When Jon Corzine was held to 77% of the vote in the 2009 Democratic primary against a former Glen Ridge mayor with no organization or money, a Guttenberg man claimed to have witnessed the U.S. government planning the 9/11 terrorist attacks, and a designer of coffee mugs from Phillipsburg, it was viewed as an indication that the incumbent governor had a problem with his base. Bergen County Executive Dennis C. McNerney might have a similar problem.
At the Bergen County Democratic convention last night — where there was a contested race for an open Freeholder seat — a full 40% of the Democratic County Committee did not turn out to vote. Of the 829 elected Democratic committee members who did attend, 119 (14%) did not vote for McNerney, who was unopposed. The vote was by machine.
Also troubling for Democrats was that Freeholder Director James Carroll ran 67 votes behind another incumbent, Elizabeth Calabrese, and 28 votes behind Northvale Mayor John Hogan, who had the support of Democratic County Chairman Michael Kasparian. Carroll might have had a larger problem had he not promised to drop his simultaneous re-election bid for Mayor of Demarest last week. Carroll, Calabrese and Hogan were the ordained candidates of the party leadership; major challengers, like former Freeholder Julie O’Brien, Westwood Mayor John Birkner, and Maywood Mayor Tim Eustace, dropped out when it became clear that Kasparian was pushing Hogan.
The conventional wisdom is that there in some uneasiness among a group of Bergen Democratic leaders who have not seen the party change much since the 2008 departure of County Chairman Joseph Ferriero, who has since been convicted on federal corruption charges. Earlier in the day, five-term Assemblyman Gordon Johnson (D-Englewood) beat up on Ferriero’s handpicked successor, Kasparian, for not delivering on a list of promised reforms. “He was brought in to be a reformer of the party,” Johnson said of Kasparian. “But I have not seen much action in regard to him being the change agent the party needs.
There has been speculation for months that Democrats might try to replace McNerney on the ticket, possibly with Surrogate Michael Dressler or Assemblywoman Valerie Vainieri Huttle (D-Englewood), but at least for now it appears the party is sticking with incumbent. Republicans, splintered for the last few years, have for the most part united behind five-term County Clerk Kathleen Donovan. Internal polls conducted for both parties show Donovan leading McNerney, a victory that would return control of county government back to the GOP for the first time since 2002.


- **WHAT TO DO**: Every line from the one holding "Decode this image" to the end of the entries should be repeated exactly, with the pictures left out.

◆ ◆ ◆ ◆

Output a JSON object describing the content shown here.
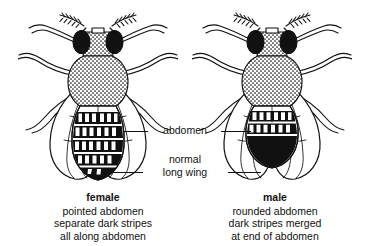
{
  "figure": {
    "background_color": "#ffffff",
    "ink_color": "#111111"
  },
  "center_labels": {
    "abdomen": "abdomen",
    "wing_line1": "normal",
    "wing_line2": "long wing"
  },
  "female": {
    "sex": "female",
    "desc_line1": "pointed abdomen",
    "desc_line2": "separate dark stripes",
    "desc_line3": "all along abdomen"
  },
  "male": {
    "sex": "male",
    "desc_line1": "rounded abdomen",
    "desc_line2": "dark stripes merged",
    "desc_line3": "at end of abdomen"
  }
}
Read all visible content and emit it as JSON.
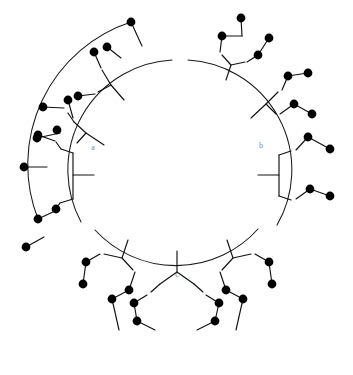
{
  "figure": {
    "type": "circular-dendrogram",
    "title": "",
    "background_color": "#ffffff",
    "line_color": "#111111",
    "tip_color": "#000000",
    "label_color": "#8a8a8a",
    "width": 353,
    "height": 375,
    "center": {
      "x": 176,
      "y": 175
    },
    "inner_radius": 72,
    "arc_radius": 96
  },
  "clusters": [
    {
      "id": "a",
      "label": "a",
      "label_position": {
        "x": 93,
        "y": 148
      },
      "arc": {
        "start_angle_deg": 153,
        "end_angle_deg": 293
      },
      "tip_count": 10,
      "description": "left cluster"
    },
    {
      "id": "b",
      "label": "b",
      "label_position": {
        "x": 261,
        "y": 146
      },
      "arc": {
        "start_angle_deg": 20,
        "end_angle_deg": 148
      },
      "tip_count": 11,
      "description": "right cluster"
    },
    {
      "id": "c",
      "label": "c",
      "label_position": {
        "x": 177,
        "y": 275
      },
      "arc": {
        "start_angle_deg": 300,
        "end_angle_deg": 14
      },
      "tip_count": 16,
      "description": "bottom cluster"
    }
  ],
  "chart_data": {
    "type": "tree",
    "title": "",
    "xlabel": "",
    "ylabel": "",
    "legend": [],
    "clusters": [
      "a",
      "b",
      "c"
    ],
    "tips_per_cluster": {
      "a": 10,
      "b": 11,
      "c": 16
    },
    "total_tips": 37
  },
  "geometry": {
    "arcs": [
      {
        "name": "arc-a-outer",
        "d": "M 131 22 A 150 150 0 0 0 38 219"
      },
      {
        "name": "arc-a-inner",
        "d": "M 172 60 A 110 110 0 0 0 81 222"
      },
      {
        "name": "arc-b-inner",
        "d": "M 188 60 A 110 110 0 0 1 277 225"
      },
      {
        "name": "arc-c-inner",
        "d": "M 95 230 A 110 110 0 0 0 258 229"
      }
    ],
    "branches": [
      {
        "name": "a-trunk",
        "d": "M 94 175 L 73 175"
      },
      {
        "name": "a-split",
        "d": "M 73 175 L 73 153 M 73 175 L 73 199"
      },
      {
        "name": "a-u1",
        "d": "M 73 153 L 61 149"
      },
      {
        "name": "a-u1b",
        "d": "M 61 149 L 56 142"
      },
      {
        "name": "a-l1",
        "d": "M 73 199 L 60 203"
      },
      {
        "name": "a-l1b",
        "d": "M 60 203 L 55 210"
      },
      {
        "name": "a-tip1-stem",
        "d": "M 55 141 L 38 135"
      },
      {
        "name": "a-tip2-stem",
        "d": "M 47 167 L 24 167"
      },
      {
        "name": "a-tip3-stem",
        "d": "M 55 211 L 38 219"
      },
      {
        "name": "a-tip4-stem",
        "d": "M 44 237 L 26 247"
      },
      {
        "name": "a-b2-trunk",
        "d": "M 104 145 L 86 133"
      },
      {
        "name": "a-b2-split",
        "d": "M 86 133 L 74 122 M 86 133 L 77 143"
      },
      {
        "name": "a-b2-u",
        "d": "M 74 122 L 68 113"
      },
      {
        "name": "a-b2-tipA",
        "d": "M 64 108 L 43 107"
      },
      {
        "name": "a-b2-tipB",
        "d": "M 60 133 L 37 138"
      },
      {
        "name": "a-b2-tipC",
        "d": "M 73 118 L 68 100"
      },
      {
        "name": "a-b3-trunk",
        "d": "M 124 100 L 111 85"
      },
      {
        "name": "a-b3-split",
        "d": "M 111 85 L 102 70 M 111 85 L 98 92"
      },
      {
        "name": "a-b3-tipD",
        "d": "M 95 94 L 78 96"
      },
      {
        "name": "a-b3-tipE",
        "d": "M 101 68 L 94 52"
      },
      {
        "name": "a-b3-tipF",
        "d": "M 121 58 L 107 47"
      },
      {
        "name": "a-b3-tipG",
        "d": "M 142 46 L 131 22"
      },
      {
        "name": "b-trunk",
        "d": "M 258 175 L 279 175"
      },
      {
        "name": "b-split",
        "d": "M 279 175 L 279 155 M 279 175 L 279 196"
      },
      {
        "name": "b-u1",
        "d": "M 279 155 L 291 151"
      },
      {
        "name": "b-l1",
        "d": "M 279 196 L 291 200"
      },
      {
        "name": "b-u-tipA",
        "d": "M 296 150 L 308 137"
      },
      {
        "name": "b-u-tipB",
        "d": "M 308 137 L 330 149"
      },
      {
        "name": "b-l-tipA",
        "d": "M 296 199 L 310 189"
      },
      {
        "name": "b-l-tipB",
        "d": "M 310 189 L 330 196"
      },
      {
        "name": "b-b2-trunk",
        "d": "M 251 118 L 266 104"
      },
      {
        "name": "b-b2-split",
        "d": "M 266 104 L 278 92 M 266 104 L 276 114"
      },
      {
        "name": "b-b2-tipA",
        "d": "M 280 114 L 294 104"
      },
      {
        "name": "b-b2-tipB",
        "d": "M 294 104 L 312 114"
      },
      {
        "name": "b-b2-tipC",
        "d": "M 282 90 L 288 76"
      },
      {
        "name": "b-b2-tipD",
        "d": "M 288 76 L 308 73"
      },
      {
        "name": "b-b3-trunk",
        "d": "M 226 80 L 231 65"
      },
      {
        "name": "b-b3-split",
        "d": "M 231 65 L 222 55 M 231 65 L 245 62"
      },
      {
        "name": "b-b3-tipA",
        "d": "M 247 62 L 258 55"
      },
      {
        "name": "b-b3-tipB",
        "d": "M 258 55 L 269 38"
      },
      {
        "name": "b-b3-tipC",
        "d": "M 220 52 L 222 36"
      },
      {
        "name": "b-b3-tipD",
        "d": "M 222 36 L 242 36"
      },
      {
        "name": "b-b3-tipE",
        "d": "M 242 36 L 241 18"
      },
      {
        "name": "c-trunk",
        "d": "M 177 251 L 177 272"
      },
      {
        "name": "c-split",
        "d": "M 177 272 L 160 284 M 177 272 L 194 284"
      },
      {
        "name": "c-l-u",
        "d": "M 160 284 L 151 292"
      },
      {
        "name": "c-r-u",
        "d": "M 194 284 L 203 292"
      },
      {
        "name": "c-l-tipA",
        "d": "M 147 295 L 134 303"
      },
      {
        "name": "c-l-tipB",
        "d": "M 134 303 L 137 321"
      },
      {
        "name": "c-l-tipC",
        "d": "M 137 321 L 155 330"
      },
      {
        "name": "c-r-tipA",
        "d": "M 206 295 L 219 303"
      },
      {
        "name": "c-r-tipB",
        "d": "M 219 303 L 215 321"
      },
      {
        "name": "c-r-tipC",
        "d": "M 215 321 L 197 330"
      },
      {
        "name": "c-bl-trunk",
        "d": "M 128 240 L 122 258"
      },
      {
        "name": "c-bl-split",
        "d": "M 122 258 L 104 254 M 122 258 L 133 270"
      },
      {
        "name": "c-bl-tipA",
        "d": "M 100 254 L 86 262"
      },
      {
        "name": "c-bl-tipB",
        "d": "M 86 262 L 83 284"
      },
      {
        "name": "c-bl-tipC",
        "d": "M 135 272 L 129 290"
      },
      {
        "name": "c-bl-tipD",
        "d": "M 129 290 L 112 299"
      },
      {
        "name": "c-bl-tipE",
        "d": "M 112 299 L 119 330"
      },
      {
        "name": "c-br-trunk",
        "d": "M 227 240 L 233 258"
      },
      {
        "name": "c-br-split",
        "d": "M 233 258 L 251 254 M 233 258 L 222 270"
      },
      {
        "name": "c-br-tipA",
        "d": "M 255 254 L 269 262"
      },
      {
        "name": "c-br-tipB",
        "d": "M 269 262 L 272 284"
      },
      {
        "name": "c-br-tipC",
        "d": "M 220 272 L 226 290"
      },
      {
        "name": "c-br-tipD",
        "d": "M 226 290 L 243 299"
      },
      {
        "name": "c-br-tipE",
        "d": "M 243 299 L 236 330"
      }
    ],
    "tips": [
      {
        "name": "tip-a-01",
        "cx": 38,
        "cy": 135,
        "r": 4.4
      },
      {
        "name": "tip-a-02",
        "cx": 24,
        "cy": 167,
        "r": 4.4
      },
      {
        "name": "tip-a-03",
        "cx": 38,
        "cy": 219,
        "r": 4.4
      },
      {
        "name": "tip-a-04",
        "cx": 26,
        "cy": 247,
        "r": 4.4
      },
      {
        "name": "tip-a-05",
        "cx": 43,
        "cy": 107,
        "r": 4.4
      },
      {
        "name": "tip-a-06",
        "cx": 37,
        "cy": 138,
        "r": 4.4
      },
      {
        "name": "tip-a-07",
        "cx": 68,
        "cy": 100,
        "r": 4.4
      },
      {
        "name": "tip-a-08",
        "cx": 78,
        "cy": 96,
        "r": 4.4
      },
      {
        "name": "tip-a-09",
        "cx": 94,
        "cy": 52,
        "r": 4.4
      },
      {
        "name": "tip-a-10",
        "cx": 107,
        "cy": 47,
        "r": 4.4
      },
      {
        "name": "tip-a-11",
        "cx": 131,
        "cy": 22,
        "r": 4.4
      },
      {
        "name": "tip-a-12",
        "cx": 57,
        "cy": 130,
        "r": 4.4
      },
      {
        "name": "tip-a-13",
        "cx": 56,
        "cy": 209,
        "r": 4.4
      },
      {
        "name": "tip-b-01",
        "cx": 330,
        "cy": 149,
        "r": 4.4
      },
      {
        "name": "tip-b-02",
        "cx": 308,
        "cy": 137,
        "r": 4.4
      },
      {
        "name": "tip-b-03",
        "cx": 330,
        "cy": 196,
        "r": 4.4
      },
      {
        "name": "tip-b-04",
        "cx": 310,
        "cy": 189,
        "r": 4.4
      },
      {
        "name": "tip-b-05",
        "cx": 312,
        "cy": 114,
        "r": 4.4
      },
      {
        "name": "tip-b-06",
        "cx": 294,
        "cy": 104,
        "r": 4.4
      },
      {
        "name": "tip-b-07",
        "cx": 308,
        "cy": 73,
        "r": 4.4
      },
      {
        "name": "tip-b-08",
        "cx": 288,
        "cy": 76,
        "r": 4.4
      },
      {
        "name": "tip-b-09",
        "cx": 269,
        "cy": 38,
        "r": 4.4
      },
      {
        "name": "tip-b-10",
        "cx": 258,
        "cy": 55,
        "r": 4.4
      },
      {
        "name": "tip-b-11",
        "cx": 241,
        "cy": 18,
        "r": 4.4
      },
      {
        "name": "tip-b-12",
        "cx": 222,
        "cy": 36,
        "r": 4.4
      },
      {
        "name": "tip-c-01",
        "cx": 86,
        "cy": 262,
        "r": 4.4
      },
      {
        "name": "tip-c-02",
        "cx": 83,
        "cy": 284,
        "r": 4.4
      },
      {
        "name": "tip-c-03",
        "cx": 129,
        "cy": 290,
        "r": 4.4
      },
      {
        "name": "tip-c-04",
        "cx": 112,
        "cy": 299,
        "r": 4.4
      },
      {
        "name": "tip-c-05",
        "cx": 134,
        "cy": 303,
        "r": 4.4
      },
      {
        "name": "tip-c-06",
        "cx": 137,
        "cy": 321,
        "r": 4.4
      },
      {
        "name": "tip-c-07",
        "cx": 219,
        "cy": 303,
        "r": 4.4
      },
      {
        "name": "tip-c-08",
        "cx": 215,
        "cy": 321,
        "r": 4.4
      },
      {
        "name": "tip-c-09",
        "cx": 226,
        "cy": 290,
        "r": 4.4
      },
      {
        "name": "tip-c-10",
        "cx": 243,
        "cy": 299,
        "r": 4.4
      },
      {
        "name": "tip-c-11",
        "cx": 269,
        "cy": 262,
        "r": 4.4
      },
      {
        "name": "tip-c-12",
        "cx": 272,
        "cy": 284,
        "r": 4.4
      }
    ]
  }
}
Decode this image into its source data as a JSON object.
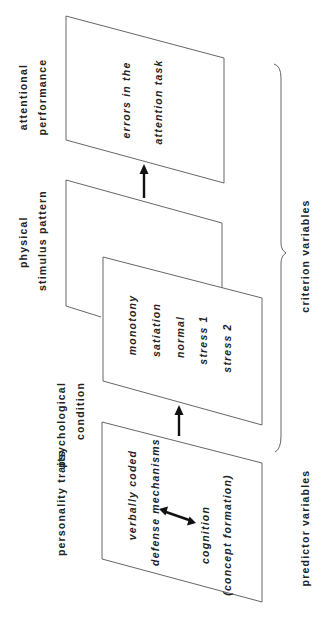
{
  "diagram": {
    "orientation": "rotated 90 degrees counter-clockwise",
    "columns": [
      {
        "id": "personality",
        "label_lines": [
          "personality traits"
        ],
        "items": [
          "verbally coded",
          "defense mechanisms",
          "cognition",
          "(concept formation)"
        ],
        "relation": "double-arrow between defense mechanisms and cognition"
      },
      {
        "id": "psychological",
        "label_lines": [
          "psychological",
          "condition"
        ],
        "items": [
          "monotony",
          "satiation",
          "normal",
          "stress 1",
          "stress 2"
        ]
      },
      {
        "id": "physical",
        "label_lines": [
          "physical",
          "stimulus pattern"
        ],
        "items": []
      },
      {
        "id": "attentional",
        "label_lines": [
          "attentional",
          "performance"
        ],
        "items": [
          "errors in the",
          "attention task"
        ]
      }
    ],
    "group_labels": {
      "predictor": "predictor variables",
      "criterion": "criterion variables"
    },
    "colors": {
      "line": "#555555",
      "arrow": "#111111",
      "text": "#222222",
      "background": "#ffffff"
    }
  }
}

◆ ◆ ◆ ◆

- **SOLVED EXERCISE**:
Decode this image into its source data as a JSON object.
{
  "diagram": {
    "orientation": "rotated 90 degrees counter-clockwise",
    "columns": [
      {
        "id": "personality",
        "label_lines": [
          "personality traits"
        ],
        "items": [
          "verbally coded",
          "defense mechanisms",
          "cognition",
          "(concept formation)"
        ],
        "relation": "double-arrow between defense mechanisms and cognition"
      },
      {
        "id": "psychological",
        "label_lines": [
          "psychological",
          "condition"
        ],
        "items": [
          "monotony",
          "satiation",
          "normal",
          "stress 1",
          "stress 2"
        ]
      },
      {
        "id": "physical",
        "label_lines": [
          "physical",
          "stimulus pattern"
        ],
        "items": []
      },
      {
        "id": "attentional",
        "label_lines": [
          "attentional",
          "performance"
        ],
        "items": [
          "errors in the",
          "attention task"
        ]
      }
    ],
    "group_labels": {
      "predictor": "predictor variables",
      "criterion": "criterion variables"
    },
    "colors": {
      "line": "#555555",
      "arrow": "#111111",
      "text": "#222222",
      "background": "#ffffff"
    }
  }
}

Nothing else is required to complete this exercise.